- #1
kkrizka
- 85
- 0
Hello everyone,
I was studying for my electromagnetism test by doing questions from a textbook that I won at the university's open house. This means that I don't have the complete answer key and neighter does my physics teacher.
While reading through it, I came upon an interesting question. Here it is:
I can't seem to figure it out and I even asked my physics teacher for help. Some theories that we came up with are that you could hit one bar with the other and split it in half, and then see if both halves of the split bar will attract/repel. The problem with this is that the impact could cause the pernament magnet to demagnetize and it might be quite hard to hit them against each outher so they split.
Another theory we came up with is that you could balance one on the corner of other and see if it turns toward the Earth's magnetic poles (this is just like hanging it from the ceiling with a string), but then to balance it perfectly would be very complicated.
Does anyone have any idea how this problem could be solved? Or have the answer key to College Physics by Wilson and Buffa (4th Edition)? It is question #4 from chapter 19 in that book.
I was studying for my electromagnetism test by doing questions from a textbook that I won at the university's open house. This means that I don't have the complete answer key and neighter does my physics teacher.
While reading through it, I came upon an interesting question. Here it is:
"Given two identical iron bars, one of which is a permanent magnet and the other unmagnetized, how could you tell the difference by using only the two bars?"
I can't seem to figure it out and I even asked my physics teacher for help. Some theories that we came up with are that you could hit one bar with the other and split it in half, and then see if both halves of the split bar will attract/repel. The problem with this is that the impact could cause the pernament magnet to demagnetize and it might be quite hard to hit them against each outher so they split.
Another theory we came up with is that you could balance one on the corner of other and see if it turns toward the Earth's magnetic poles (this is just like hanging it from the ceiling with a string), but then to balance it perfectly would be very complicated.
Does anyone have any idea how this problem could be solved? Or have the answer key to College Physics by Wilson and Buffa (4th Edition)? It is question #4 from chapter 19 in that book.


__EXERCISE OBJECTIVE__. State the number of lines in the following data that include the word "double", with no other text.

__DATA RECORDS__.
------------------------------------------------
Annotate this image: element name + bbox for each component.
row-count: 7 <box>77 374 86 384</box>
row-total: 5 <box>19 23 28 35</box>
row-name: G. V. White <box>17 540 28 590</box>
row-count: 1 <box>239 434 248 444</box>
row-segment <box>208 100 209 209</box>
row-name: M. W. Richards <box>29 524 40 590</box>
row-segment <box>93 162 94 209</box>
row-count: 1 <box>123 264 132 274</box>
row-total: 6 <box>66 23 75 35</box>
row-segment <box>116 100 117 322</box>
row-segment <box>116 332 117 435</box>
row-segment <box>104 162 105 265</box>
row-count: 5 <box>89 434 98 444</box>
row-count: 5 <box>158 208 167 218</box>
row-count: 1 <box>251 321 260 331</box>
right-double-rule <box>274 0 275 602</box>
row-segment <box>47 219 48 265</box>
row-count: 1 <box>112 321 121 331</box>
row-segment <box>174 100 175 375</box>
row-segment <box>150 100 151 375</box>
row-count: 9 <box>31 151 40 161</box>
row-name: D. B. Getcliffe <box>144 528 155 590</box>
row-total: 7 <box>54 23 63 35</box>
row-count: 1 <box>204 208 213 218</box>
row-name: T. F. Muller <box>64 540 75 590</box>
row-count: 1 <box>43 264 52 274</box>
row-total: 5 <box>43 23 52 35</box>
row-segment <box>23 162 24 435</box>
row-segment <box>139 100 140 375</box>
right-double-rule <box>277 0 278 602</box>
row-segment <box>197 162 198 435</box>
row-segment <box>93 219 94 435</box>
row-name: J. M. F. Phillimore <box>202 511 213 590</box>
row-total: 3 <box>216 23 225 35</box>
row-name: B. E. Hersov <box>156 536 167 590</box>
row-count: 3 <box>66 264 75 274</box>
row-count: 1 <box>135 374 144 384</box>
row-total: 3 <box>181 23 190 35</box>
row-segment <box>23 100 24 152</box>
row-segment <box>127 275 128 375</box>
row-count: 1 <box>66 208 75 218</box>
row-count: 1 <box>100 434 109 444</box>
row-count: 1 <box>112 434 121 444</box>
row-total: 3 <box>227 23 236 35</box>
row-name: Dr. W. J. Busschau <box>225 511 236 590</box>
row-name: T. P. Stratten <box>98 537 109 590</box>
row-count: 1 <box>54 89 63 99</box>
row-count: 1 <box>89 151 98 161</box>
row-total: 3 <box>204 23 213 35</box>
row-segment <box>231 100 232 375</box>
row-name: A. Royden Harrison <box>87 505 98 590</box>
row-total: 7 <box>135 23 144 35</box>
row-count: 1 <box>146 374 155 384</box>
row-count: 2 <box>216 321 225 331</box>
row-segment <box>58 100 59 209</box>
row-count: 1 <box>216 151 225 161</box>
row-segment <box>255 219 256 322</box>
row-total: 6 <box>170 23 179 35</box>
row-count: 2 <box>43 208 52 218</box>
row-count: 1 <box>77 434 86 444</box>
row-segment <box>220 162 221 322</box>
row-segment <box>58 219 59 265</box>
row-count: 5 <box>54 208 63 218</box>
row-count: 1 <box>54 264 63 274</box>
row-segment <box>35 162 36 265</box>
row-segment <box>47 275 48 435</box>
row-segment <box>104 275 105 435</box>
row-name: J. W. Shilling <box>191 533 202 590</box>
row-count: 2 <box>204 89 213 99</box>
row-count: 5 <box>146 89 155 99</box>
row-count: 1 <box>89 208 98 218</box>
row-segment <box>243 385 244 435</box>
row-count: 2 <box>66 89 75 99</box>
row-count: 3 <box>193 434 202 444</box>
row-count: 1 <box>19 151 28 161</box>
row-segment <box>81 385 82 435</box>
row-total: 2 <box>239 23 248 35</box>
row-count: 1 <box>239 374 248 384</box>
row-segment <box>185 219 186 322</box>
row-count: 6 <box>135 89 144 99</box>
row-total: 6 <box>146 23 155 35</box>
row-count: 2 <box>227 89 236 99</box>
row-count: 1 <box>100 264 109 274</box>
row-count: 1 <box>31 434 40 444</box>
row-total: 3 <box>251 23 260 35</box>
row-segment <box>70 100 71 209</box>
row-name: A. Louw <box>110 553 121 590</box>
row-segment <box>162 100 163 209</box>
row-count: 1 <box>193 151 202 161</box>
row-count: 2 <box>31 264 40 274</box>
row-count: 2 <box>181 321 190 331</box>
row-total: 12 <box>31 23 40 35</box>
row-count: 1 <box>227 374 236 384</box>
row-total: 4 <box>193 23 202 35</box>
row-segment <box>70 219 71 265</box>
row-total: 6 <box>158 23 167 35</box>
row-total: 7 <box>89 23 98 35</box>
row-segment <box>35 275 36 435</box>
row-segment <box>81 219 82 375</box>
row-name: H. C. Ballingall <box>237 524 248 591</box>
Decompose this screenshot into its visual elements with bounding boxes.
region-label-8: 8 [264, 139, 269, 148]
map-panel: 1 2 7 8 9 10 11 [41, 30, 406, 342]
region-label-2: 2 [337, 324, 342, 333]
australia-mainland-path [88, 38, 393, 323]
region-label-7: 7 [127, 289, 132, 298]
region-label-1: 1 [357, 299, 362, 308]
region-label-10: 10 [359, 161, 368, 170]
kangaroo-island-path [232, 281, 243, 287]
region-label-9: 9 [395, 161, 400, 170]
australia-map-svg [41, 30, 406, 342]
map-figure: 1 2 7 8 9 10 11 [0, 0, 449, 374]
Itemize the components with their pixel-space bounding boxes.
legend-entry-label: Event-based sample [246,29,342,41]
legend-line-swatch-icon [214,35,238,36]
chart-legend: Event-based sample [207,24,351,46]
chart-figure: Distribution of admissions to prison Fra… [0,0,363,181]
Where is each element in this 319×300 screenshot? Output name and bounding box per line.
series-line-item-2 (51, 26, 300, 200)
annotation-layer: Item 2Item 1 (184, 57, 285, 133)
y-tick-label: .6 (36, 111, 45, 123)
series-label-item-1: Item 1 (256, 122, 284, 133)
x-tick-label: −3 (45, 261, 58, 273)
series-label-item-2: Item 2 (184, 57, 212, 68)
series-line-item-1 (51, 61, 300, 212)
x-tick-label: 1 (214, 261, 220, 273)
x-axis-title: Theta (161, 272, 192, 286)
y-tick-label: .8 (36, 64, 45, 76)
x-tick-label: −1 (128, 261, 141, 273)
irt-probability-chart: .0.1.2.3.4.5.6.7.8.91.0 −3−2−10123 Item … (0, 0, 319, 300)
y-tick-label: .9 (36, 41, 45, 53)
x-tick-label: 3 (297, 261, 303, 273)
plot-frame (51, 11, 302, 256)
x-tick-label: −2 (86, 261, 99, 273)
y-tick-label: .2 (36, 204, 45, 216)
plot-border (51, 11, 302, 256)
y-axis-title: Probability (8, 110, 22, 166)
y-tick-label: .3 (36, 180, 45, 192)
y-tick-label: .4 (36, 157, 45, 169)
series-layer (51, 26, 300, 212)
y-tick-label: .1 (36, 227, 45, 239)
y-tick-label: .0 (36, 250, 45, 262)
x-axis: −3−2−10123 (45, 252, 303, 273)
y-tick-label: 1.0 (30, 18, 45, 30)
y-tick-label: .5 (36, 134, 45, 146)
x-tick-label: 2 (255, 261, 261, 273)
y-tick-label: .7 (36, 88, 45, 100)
------------------------------------------------
__WRITTEN RESPONSE__. 2